Here, we use Sweden and South Korea as the counterfac-
tuals to isolate the effects of mrNPIs in countries that imple-
mented mrNPIs and lrNPIs. Unlike most of its neighbours
that implemented mandatory stay-
at-
home and business clo-
sures, Sweden's approach in the early stages of the pandemic
relied entirely on lrNPIs, including social distancing guide-
lines, discouraging of international and domestic travel, and
a ban on large gatherings.22,23
South Korea also did not im-
plement mrNPIs. Its strategy relied on intensive investments
in testing, contact tracing and isolation of infected cases and
close contacts.24,25
2 | METHODS
We isolate the effect of more restrictive NPIs (mrNPIs) by
comparing the combined effect size of all NPIs in 8 countries
that implemented more restrictive policies (England, France,
Germany, Iran, Italy, the Netherlands, Spain and the United
States) with the effect size of all NPIs in the 2 countries that
only implemented less-
restrictive NPIs (lrNPIs). In effect, we
follow the general scheme:
We analyse only these countries because the analysis
depends on subnational data, which were only available for
those countries, as explained further below.

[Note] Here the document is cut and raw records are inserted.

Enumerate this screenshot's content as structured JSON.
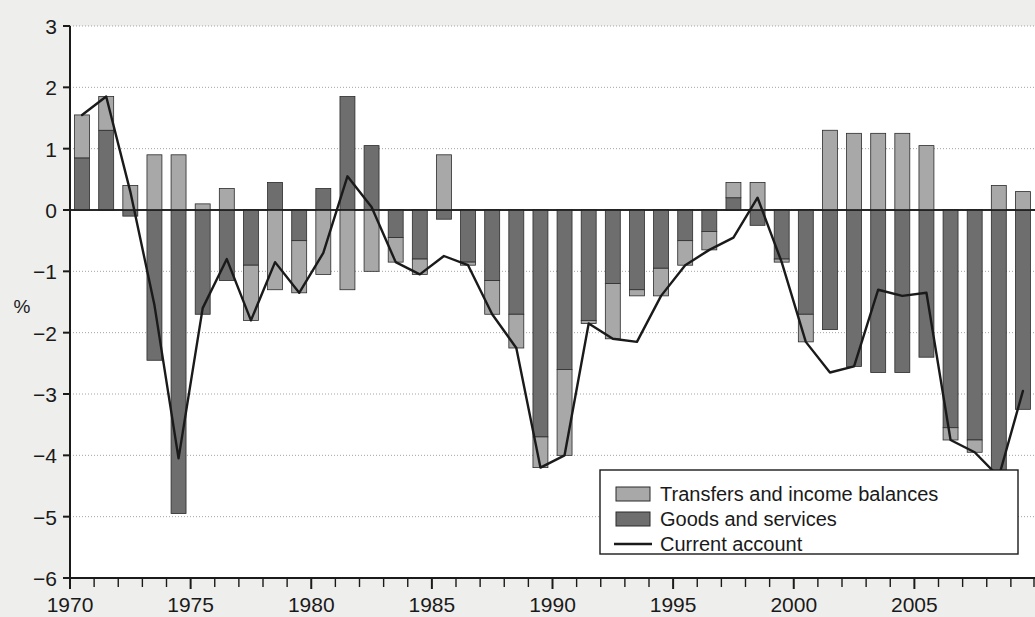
{
  "chart_data": {
    "type": "bar",
    "subtype": "stacked-bar-with-line",
    "title": "",
    "xlabel": "",
    "ylabel": "%",
    "ylim": [
      -6,
      3
    ],
    "yticks": [
      3,
      2,
      1,
      0,
      -1,
      -2,
      -3,
      -4,
      -5,
      -6
    ],
    "ytick_labels": [
      "3",
      "2",
      "1",
      "0",
      "−1",
      "−2",
      "−3",
      "−4",
      "−5",
      "−6"
    ],
    "xlim": [
      1970,
      2009
    ],
    "xticks": [
      1970,
      1975,
      1980,
      1985,
      1990,
      1995,
      2000,
      2005
    ],
    "xtick_labels": [
      "1970",
      "1975",
      "1980",
      "1985",
      "1990",
      "1995",
      "2000",
      "2005"
    ],
    "minor_xticks_every": 1,
    "grid": true,
    "grid_axis": "y",
    "legend_position": "bottom-right",
    "categories": [
      1970,
      1971,
      1972,
      1973,
      1974,
      1975,
      1976,
      1977,
      1978,
      1979,
      1980,
      1981,
      1982,
      1983,
      1984,
      1985,
      1986,
      1987,
      1988,
      1989,
      1990,
      1991,
      1992,
      1993,
      1994,
      1995,
      1996,
      1997,
      1998,
      1999,
      2000,
      2001,
      2002,
      2003,
      2004,
      2005,
      2006,
      2007,
      2008,
      2009
    ],
    "series": [
      {
        "name": "Goods and services",
        "color": "#6e6e6e",
        "values": [
          0.85,
          1.3,
          -0.1,
          -2.45,
          -4.95,
          -1.7,
          -1.15,
          -0.9,
          0.45,
          -0.5,
          0.35,
          1.85,
          1.05,
          -0.45,
          -0.8,
          -0.15,
          -0.85,
          -1.15,
          -1.7,
          -3.7,
          -2.6,
          -1.8,
          -1.2,
          -1.3,
          -0.95,
          -0.5,
          -0.35,
          0.2,
          -0.25,
          -0.8,
          -1.7,
          -1.95,
          -2.55,
          -2.65,
          -2.65,
          -2.4,
          -3.55,
          -3.75,
          -4.3,
          -3.25
        ]
      },
      {
        "name": "Transfers and income balances",
        "color": "#a8a8a8",
        "values": [
          0.7,
          0.55,
          0.4,
          0.9,
          0.9,
          0.1,
          0.35,
          -0.9,
          -1.3,
          -0.85,
          -1.05,
          -1.3,
          -1.0,
          -0.4,
          -0.25,
          0.9,
          -0.05,
          -0.55,
          -0.55,
          -0.5,
          -1.4,
          -0.05,
          -0.9,
          -0.1,
          -0.45,
          -0.4,
          -0.3,
          0.25,
          0.45,
          -0.05,
          -0.45,
          1.3,
          1.25,
          1.25,
          1.25,
          1.05,
          -0.2,
          -0.2,
          0.4,
          0.3
        ]
      }
    ],
    "line_series": {
      "name": "Current account",
      "color": "#1a1a1a",
      "values": [
        1.55,
        1.85,
        0.3,
        -1.55,
        -4.05,
        -1.6,
        -0.8,
        -1.8,
        -0.85,
        -1.35,
        -0.7,
        0.55,
        0.05,
        -0.85,
        -1.05,
        -0.75,
        -0.9,
        -1.7,
        -2.25,
        -4.2,
        -4.0,
        -1.85,
        -2.1,
        -2.15,
        -1.4,
        -0.9,
        -0.65,
        -0.45,
        0.2,
        -0.85,
        -2.15,
        -2.65,
        -2.55,
        -1.3,
        -1.4,
        -1.35,
        -3.75,
        -3.95,
        -4.35,
        -2.95
      ]
    }
  },
  "legend": {
    "items": [
      {
        "label": "Transfers and income balances",
        "type": "swatch",
        "color": "#a8a8a8"
      },
      {
        "label": "Goods and services",
        "type": "swatch",
        "color": "#6e6e6e"
      },
      {
        "label": "Current account",
        "type": "line",
        "color": "#1a1a1a"
      }
    ]
  },
  "colors": {
    "background": "#eeeeec",
    "plot_background": "#ffffff",
    "axis": "#1a1a1a",
    "grid": "#9a9a9a",
    "goods_and_services": "#6e6e6e",
    "transfers_and_income": "#a8a8a8",
    "current_account_line": "#1a1a1a"
  }
}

The conceptual model underlying this approach is that,
prior to meaningful population immunity, individual be-
haviour is the primary driver of reductions in transmission
rate, and that any NPI may provide a nudge towards indi-
vidual behaviour change, with response rates that vary be-
tween individuals and over time. lrNPIs could have large
anti-
contagion effects if individual behavioural response is
large, in which case additional, more restrictive NPIs may not
provide much additional benefit. On the other hand, if lrNPIs
provide relatively small nudges to individual behaviour, then
mrNPIs may result in large behavioural effects at the margin,
and large reductions in the growth of new cases. However,
because underlying epidemic dynamics are imprecisely char-
acterized and are important for estimating the policy effects,
our models test the extent to which mrNPIs had additional ef-
fect on reducing transmission by differencing the sum of NPI
effects and epidemic dynamics in countries that did not enact
mrNPIs from the sum of NPI effects and epidemic dynamics
in countries that did.
Effects of mrNPI =Effects of (mrNPI+lrNPI+epidemic dynamics)
−Effects of (lrNPI+epidemic dynamics)
3.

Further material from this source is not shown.